Fears Grow For Detained Chinese Activist 'Cut Off From Supply of Medicine'


2018.08.14
china-land-requisition-jilin-province-file-photo-crop.jpg A Chinese protestor detonates a homemade bomb on a roof to resist a land requisition in Changchun, Jilin province, in a file photo.
EyePress News

Concerns are growing over the health of a detained rights activist in the eastern Chinese province of Jiangsu, who has been held for nearly two years in pretrial detention.

Ge Jueping was among a group of at least nine rights activists detained in Jiangsu's Suzhou city since 2016, when China played host to the G20 leadership summit in Hangzhou.

Ge was already diagnosed with cancer of the parotid gland when he was incarcerated, Fuzhou-based rights activist Zhuang Lei told RFA on Tuesday.

"He had had surgery ... but this illness requires him to take medicine every day," Zhuang said. "The doctor gave him a prescription for traditional Chinese herbal medicine, but his family have been worried because he has been cut off from his supply of medicine for such a long time."

"There is no dispensary in the detention center; nor are there facilities for brewing up [herbal] medicines," he said.

Ge was detained in September 2016 on suspicion of "incitement to subvert state power," and later formally arrested on the same charge.

His wife Lu Guoying was detained at the same time on public order charges and later released on bail.

"When the lawyer went to visit him last month, [my husband] told the lawyer that he could feel some kind of discharge in the ear where the surgery was," Lu told RFA.

"His thyroid gland has also gotten bigger, and he can't swallow. He has made an application to be fed rice gruel."

Lu said Ge's lawyer had applied to the court for his release on bail in June, but has yet to receive a response.

'Dragging their feet'

Ge was indicted on subversion charges in April, but no trial date has yet been set. According to Lu, the process has been delayed by her husband's refusal to fire his lawyer and accept an officially appointed one instead.

She said the charges against him were linked to his public support for another activist.

"He received the indictment on April 16, and the trial should have taken place by July 16 at the latest, according to law," Lu said. "Now they are dragging their feet, mainly because Ge Jueping hired a lawyer of his own, and refused to have a lawyer hired by the government."

She said the authorities are basing the case against him partly on his public support for evictee Fan Mugen, who was jailed for eight years in May 2015 for killing two of the demolition team sent to destroy his home.

Another reason was Ge's support for four prominent rights lawyers who traveled to Jiansanjiang city near the Russian border to investigate claims that the Falun Gong practitioners were being held illegally in a "black jail," or extrajudicial detention center, Lu said.

They were detained for more than two weeks before being released, with two of them detailing extreme physical abuse while in detention and a third describing torture while in custody.

The indictment also cited Ge's criticism of the police killing of a petitioner at the Qing'an railway station in the northeastern province of Heilongjiang in May 2015, amid widespread public doubts about the credibility of the government’s investigation of the shooting, Lu said.

She said she believes that none of her husband's action amounted to incitement to subversion.

Veteran evictee

The initial protest in support of Fan Mugen and related detentions came in the immediate wake of mass detentions and security operations around the G20 Summit in nearby Hangzhou, and some of the Suzhou activists were accused of making "politically sensitive" posts to social media during the summit.

Retired People's Liberation Army (PLA) soldier Fan Mugen was found guilty of "intentional wounding" by the Suzhou Intermediate People's Court following his trial in February 2015, and jailed for eight years.

Fan's case is politically sensitive as it comes amid growing public anger over the use of violent forced evictions, often with no warning or due process, by local governments to reclaim land for lucrative redevelopment or speculation.

Fan attacked two members of a demolition gang that came to evict his family from their home on Dec. 3, 2013, and who he said beat up his wife. The two men later died.

Reported by Yang Fan for RFA's Mandarin Service. Translated and edited by Luisetta Mudie.

POST A COMMENT

Add your comment by filling out the form below in plain text. Comments are approved by a moderator and can be edited in accordance with RFAs Terms of Use. Comments will not appear in real time. RFA is not responsible for the content of the postings. Please, be respectful of others' point of view and stick to the facts.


▶ _Task to carry out_:
Take the listing below and output it exactly, with no images.

▶ _Record set_:
===

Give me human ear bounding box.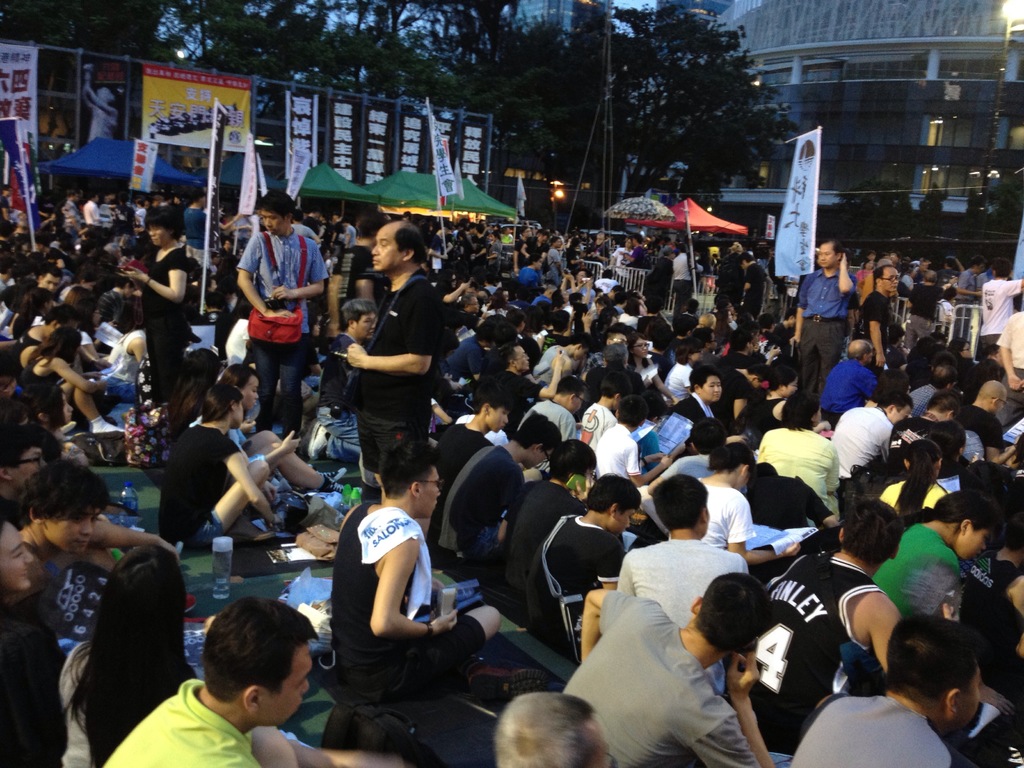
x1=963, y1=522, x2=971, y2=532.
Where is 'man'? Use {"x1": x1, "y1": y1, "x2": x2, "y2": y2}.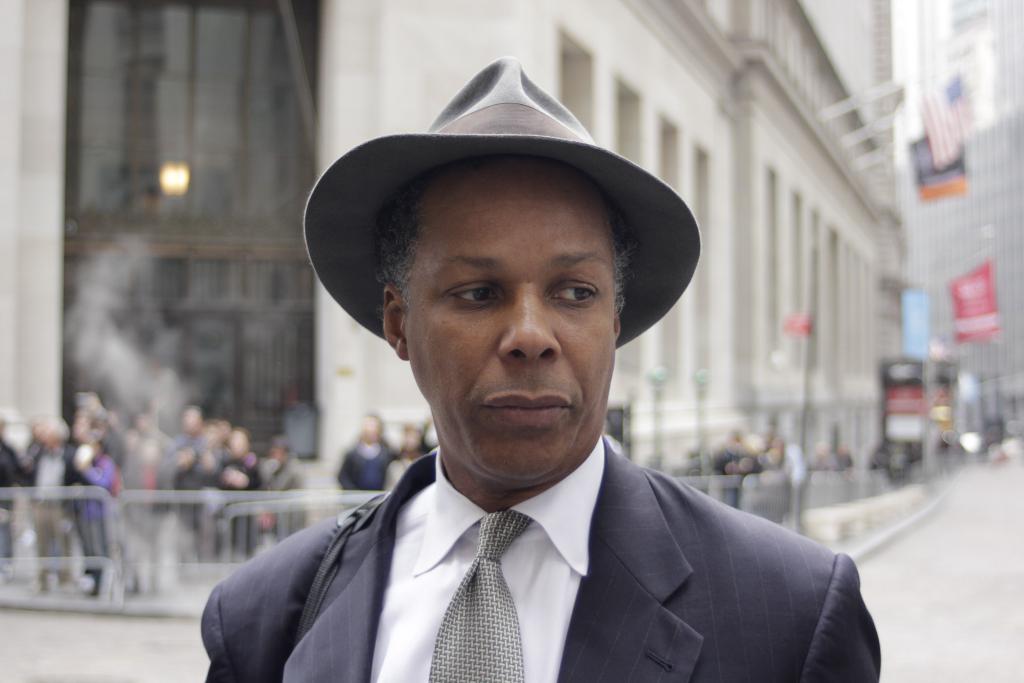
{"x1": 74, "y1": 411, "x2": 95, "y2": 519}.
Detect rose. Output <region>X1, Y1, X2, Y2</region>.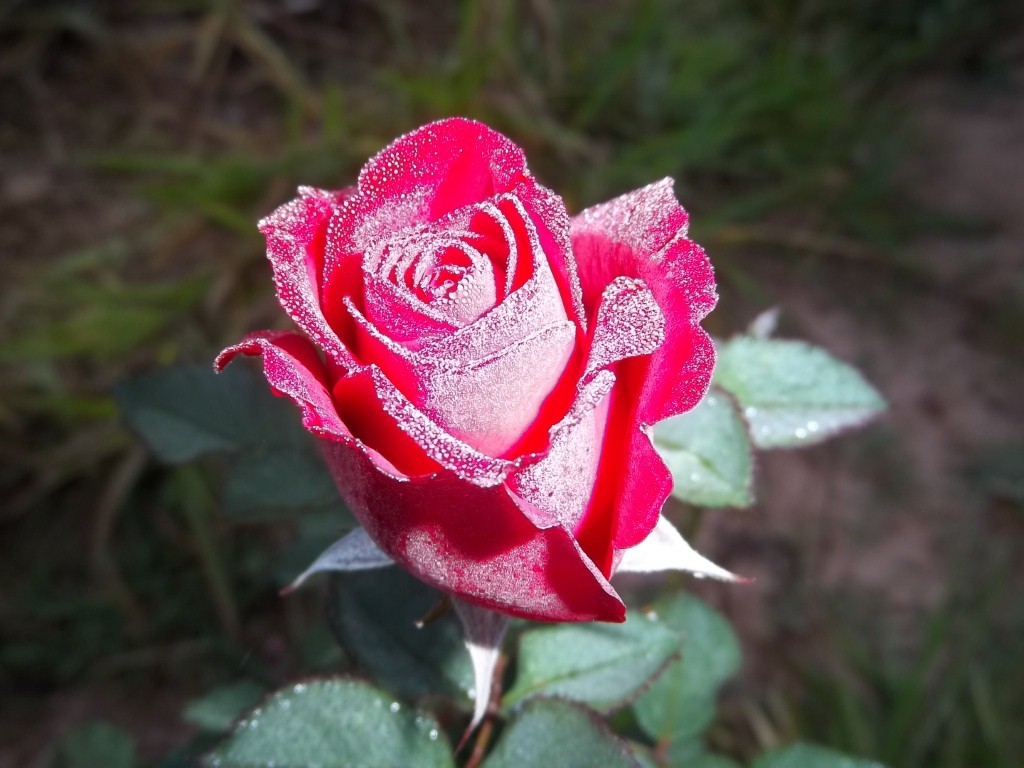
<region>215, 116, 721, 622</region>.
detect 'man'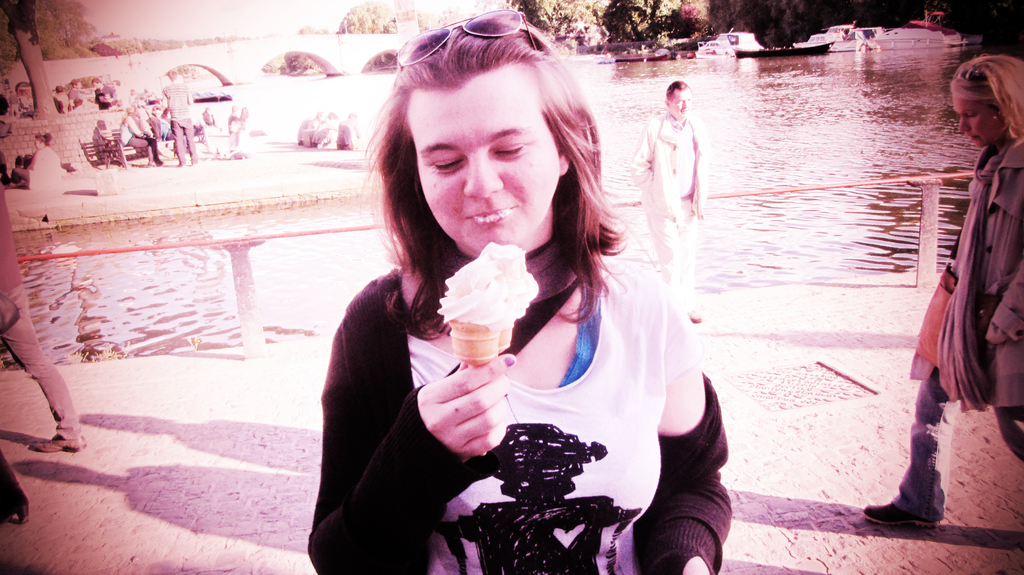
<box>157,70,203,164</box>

===

▶ _Your solution_:
Give me human ear bounding box.
x1=963, y1=522, x2=971, y2=532.
Where is 'man'? Use {"x1": x1, "y1": y1, "x2": x2, "y2": y2}.
{"x1": 74, "y1": 411, "x2": 95, "y2": 519}.
Detect rose. Output <region>X1, Y1, X2, Y2</region>.
<region>215, 116, 721, 622</region>.
detect 'man'
<box>157,70,203,164</box>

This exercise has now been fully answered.